The gap between the rich and the rest of us is growing rapidly, while inequality is rising both between and inside countries. In many countries, the richest 1% pay less tax than everyone else. Profitable multinational corporations use loopholes and tax havens to avoid paying their share. A taxation system based on fairness and the ability to pay is the first step in reversing this attack on the middle class.

PSI is demanding:

  • A global tax body
  • A minimum corporate tax rate
  • Public country by country reporting
  • An end to tax havens and secrecy jurisdictions
  • An end to the fiction of the arms-length principal
  • An end to tax competition
  • Governments to be open and transparent in granting tax breaks and incentives to corporations – preferably by reporting them annually to parliament

Oxfam’s latest report (January 2016) indicates[1] that:

  • Between USD 500 and 800 billion are drained each year from developing countries to the global North through illicit financial flows (IFFs) due to a profound global governance crisis and systemic inequality;
  • The bulk of IFFs actually come from global-scale tax evasion and avoidance by multinational corporations and internal transfer pricing abuse;
  • Some of the most powerful corporate sectors operating in the resource-rich global South, including in the extractives industries, lead the list of tax evaders. They largely benefit from all sorts of tax incentives sealed in “investment protection schemes” and the help of powerful financial institutions that transfer wealth to tax havens as part of their services to corporate clients;
  • These resources that are public are desperately needed to fight impoverishment through better access to key public services like education, healthcare and social protection.  These areas are under-funded in most developing countries, forcing many women to absorb larger amounts of care work as social services rollback;
  • Constraints in policy space of states to mobilize public resources result in entrenching multiple discrimination and structural gender inequalities such as women’s unpaid work, which plays a crucial role in subsidizing the entire economy;
  • Because of corporation’s avoidance, public revenues still have to be raised. Often this is done through taxation on basic goods. Numerous studies show the incidence that taxation on basic consumer goods through taxes such as the value-added tax (VAT) has on entrenching gender inequalities. Because of current gender norms, a majority of women spend a large amount of their income on acquiring basic goods to provide for those under their care, compared to large corporations that benefit from tax exemptions. In addition, certain VAT rates are gender-biased;
  • As raising public revenue becomes increasingly hard countries are increasingly turning to private sources of funding – those contributing to the lack of public resources – to fill up this gap. The enthusiasm across the board for Public-Private Partnerships (PPPs) as a mode of development financing is thus closely tied to the consequences of capital flight from the global South to the global North;
  • Allowing free-reign to corporations to make profits out of common resources and access to services is not conducive to fulfilling women’s rights and gender justice.

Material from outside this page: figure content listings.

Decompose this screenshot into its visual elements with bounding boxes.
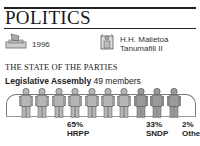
title-rule — [4, 28, 196, 29]
head-of-state-name-line1: H.H. Malietoa — [120, 35, 168, 44]
member-figure-hrpp — [19, 88, 33, 118]
label-other: 2% Other — [182, 121, 200, 138]
member-figure-sndp — [150, 88, 164, 118]
hrpp-name: HRPP — [67, 130, 89, 139]
head-of-state-icon — [100, 33, 114, 50]
member-figure-hrpp — [68, 88, 82, 118]
label-sndp: 33% SNDP — [146, 121, 168, 138]
section-title: THE STATE OF THE PARTIES — [5, 62, 118, 72]
election-year: 1996 — [32, 40, 50, 49]
member-figure-sndp — [134, 88, 148, 118]
page-title: POLITICS — [5, 8, 91, 28]
member-figure-hrpp — [85, 88, 99, 118]
member-figure-hrpp — [35, 88, 49, 118]
sndp-name: SNDP — [146, 130, 168, 139]
other-name: Other — [182, 130, 200, 139]
assembly-name: Legislative Assembly — [5, 76, 91, 86]
assembly-members: 49 members — [94, 76, 141, 86]
label-hrpp: 65% HRPP — [67, 121, 89, 138]
assembly-heading: Legislative Assembly 49 members — [5, 76, 141, 86]
head-of-state-name-line2: Tanumafili II — [120, 44, 163, 53]
member-figure-hrpp — [101, 88, 115, 118]
member-figure-hrpp — [52, 88, 66, 118]
ballot-box-icon — [5, 33, 27, 49]
member-figure-sndp — [167, 88, 181, 118]
member-figure-hrpp — [117, 88, 131, 118]
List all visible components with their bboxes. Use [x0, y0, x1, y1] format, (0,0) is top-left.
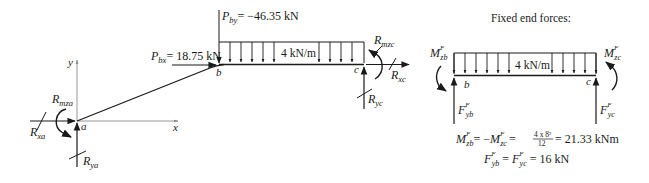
rxa-label: Rxa [29, 125, 45, 141]
mzb-label: MFzb [429, 44, 447, 62]
rmza-label: Rmza [51, 92, 73, 108]
structural-diagram-canvas: y x 4 kN/m Pby= −46.35 k [0, 0, 649, 183]
mzc-moment-arrow [606, 62, 617, 90]
udl-label-left: 4 kN/m [281, 47, 316, 59]
node-c-fixed-label: c [586, 75, 591, 87]
fixed-end-forces-title: Fixed end forces: [491, 12, 571, 24]
force-equation: FFyb=FFyc= 16 kN [483, 150, 569, 168]
left-frame-diagram: y x 4 kN/m Pby= −46.35 k [29, 9, 409, 170]
mzb-moment-arrow [437, 66, 446, 91]
rxc-label: Rxc [390, 68, 406, 84]
fraction-numerator: 4 x 8² [534, 130, 552, 139]
rmzc-label: Rmzc [373, 33, 395, 49]
svg-text:FFyb=FFyc= 16 kN: FFyb=FFyc= 16 kN [483, 150, 569, 168]
fixed-end-forces-diagram: Fixed end forces: 4 kN/m b c [429, 12, 621, 168]
fraction-denominator: 12 [538, 139, 546, 148]
node-b-label: b [216, 66, 222, 78]
pbx-label: Pbx= 18.75 kN [150, 49, 221, 65]
fyc-label: FFyc [599, 101, 615, 119]
ryc-label: Ryc [367, 92, 383, 108]
node-c-label: c [354, 63, 359, 75]
x-axis-label: x [172, 121, 178, 133]
svg-text:MFzb= −MFzc=: MFzb= −MFzc= [455, 130, 516, 148]
y-axis-label: y [67, 56, 73, 68]
rmza-moment-arrow [56, 109, 71, 137]
inclined-member-ab [77, 65, 224, 122]
pby-label: Pby= −46.35 kN [221, 9, 299, 25]
moment-equation: MFzb= −MFzc= 4 x 8² 12 = 21.33 kNm [455, 130, 619, 148]
node-a-label: a [81, 120, 87, 132]
moment-result: = 21.33 kNm [555, 132, 619, 146]
udl-label-right: 4 kN/m [515, 59, 550, 71]
node-b-fixed-label: b [464, 78, 470, 90]
fyb-label: FFyb [457, 101, 473, 119]
rya-label: Rya [82, 154, 98, 170]
mzc-label: MFzc [603, 44, 621, 62]
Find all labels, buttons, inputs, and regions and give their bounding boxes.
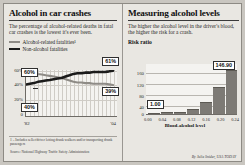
callout-40-percent: 40% [21, 103, 38, 112]
right-panel: Measuring alcohol levels The higher the … [122, 4, 244, 161]
infographic-container: Alcohol in car crashes The percentage of… [3, 3, 242, 162]
bar-chart-xtick-1: 0.04 [159, 117, 167, 122]
left-panel-header: Alcohol in car crashes The percentage of… [9, 8, 117, 54]
callout-39-percent: 39% [102, 87, 119, 96]
bar-0-12 [187, 109, 199, 114]
legend-item-alcohol-related: Alcohol-related fatalities¹ [9, 39, 117, 45]
bar-0-00 [148, 113, 160, 114]
title-rule [9, 20, 117, 21]
line-chart-xtick-start: '82 [24, 121, 30, 126]
line-chart-ytick-20: 20% [9, 97, 23, 102]
bar-chart: 160 120 80 40 0 0.00 0.04 0.0 [131, 64, 239, 126]
legend-label-nonalcohol: Non-alcohol fatalities [23, 46, 68, 52]
legend-swatch-icon-alcohol [9, 41, 20, 43]
line-chart: 60% 40% 20% 0 [9, 70, 117, 126]
line-chart-ytick-0: 0 [9, 112, 23, 117]
bar-chart-xticks: 0.00 0.04 0.08 0.12 0.16 0.20 0.24 [144, 117, 239, 122]
legend: Alcohol-related fatalities¹ Non-alcohol … [9, 39, 117, 53]
series-line-alcohol-related [26, 71, 113, 85]
line-chart-xtick-end: '04 [110, 121, 116, 126]
bar-0-24 [226, 70, 237, 114]
bar-chart-xtick-5: 0.20 [217, 117, 225, 122]
callout-61-percent: 61% [102, 57, 119, 66]
callout-baseline-risk: 1.00 [147, 100, 164, 109]
bar-0-16 [200, 102, 212, 115]
bar-chart-xtick-3: 0.12 [188, 117, 196, 122]
right-panel-title: Measuring alcohol levels [128, 8, 239, 18]
bar-chart-ytick-0: 0 [131, 112, 144, 117]
bar-chart-xtick-0: 0.00 [144, 117, 152, 122]
bar-chart-axis-title: Blood-alcohol level [131, 123, 239, 128]
bar-chart-xtick-6: 0.24 [231, 117, 239, 122]
footnote: 1 – Includes seller/driver letting drunk… [10, 138, 120, 146]
bar-chart-ytick-120: 120 [131, 83, 144, 88]
footer-rule [9, 136, 117, 137]
bar-0-08 [174, 112, 186, 114]
line-chart-ytick-40: 40% [9, 82, 23, 87]
right-panel-subtitle: The higher the alcohol level in the driv… [128, 23, 239, 35]
series-line-non-alcohol [26, 71, 113, 85]
bar-0-20 [213, 87, 225, 114]
leader-40 [33, 88, 38, 89]
bar-chart-ytick-80: 80 [131, 94, 144, 99]
left-panel: Alcohol in car crashes The percentage of… [4, 4, 122, 161]
bar-chart-xtick-4: 0.16 [202, 117, 210, 122]
bar-chart-ytick-160: 160 [131, 71, 144, 76]
bar-chart-ytick-40: 40 [131, 105, 144, 110]
left-panel-title: Alcohol in car crashes [9, 8, 117, 18]
bar-0-04 [161, 112, 173, 114]
right-panel-header: Measuring alcohol levels The higher the … [128, 8, 239, 45]
risk-ratio-label: Risk ratio [128, 39, 239, 45]
title-rule-right [128, 20, 239, 21]
callout-60-percent: 60% [21, 68, 38, 77]
credit-line: By Julie Snider, USA TODAY [192, 155, 236, 159]
callout-peak-risk: 146.90 [213, 61, 236, 70]
legend-swatch-icon-nonalcohol [9, 48, 20, 51]
left-panel-subtitle: The percentage of alcohol-related deaths… [9, 23, 117, 35]
bar-chart-xtick-2: 0.08 [173, 117, 181, 122]
legend-item-non-alcohol: Non-alcohol fatalities [9, 46, 117, 52]
legend-label-alcohol: Alcohol-related fatalities¹ [23, 39, 76, 45]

Challenging corporate power and demanding tax justice are key components in the struggle for economic and gender justice worldwide and require building a global coalition, capable of the mobilization of unions and social movements, including women’s rights and gender equality advocates at local, national and global level.

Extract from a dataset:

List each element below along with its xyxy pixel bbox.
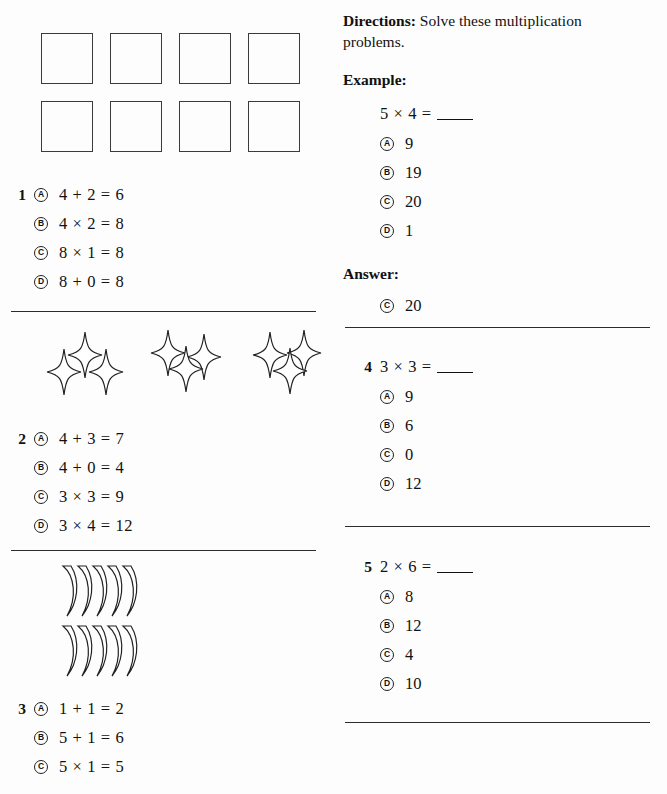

The answer to the major public finance questions are political and not merely technical. When debates about tax are unnecessarily complicated they exclude workers and the community from fully understanding the implications and participating in that very debate. Ensuring women’s and gender perspectives as part of the tax debate strengthens the movement for tax justice and empowers women to have influence in the tax debate. Ensuring women trade union leaders are empowered with the necessary knowledge about tax and other economic issues strengthens unions and women’s leadership within them.

Presentations and resources for download:




[1] Ana Abelenda is Program Coordinator on Economic Justice at the Association for Women’s Rights in Development (AWID).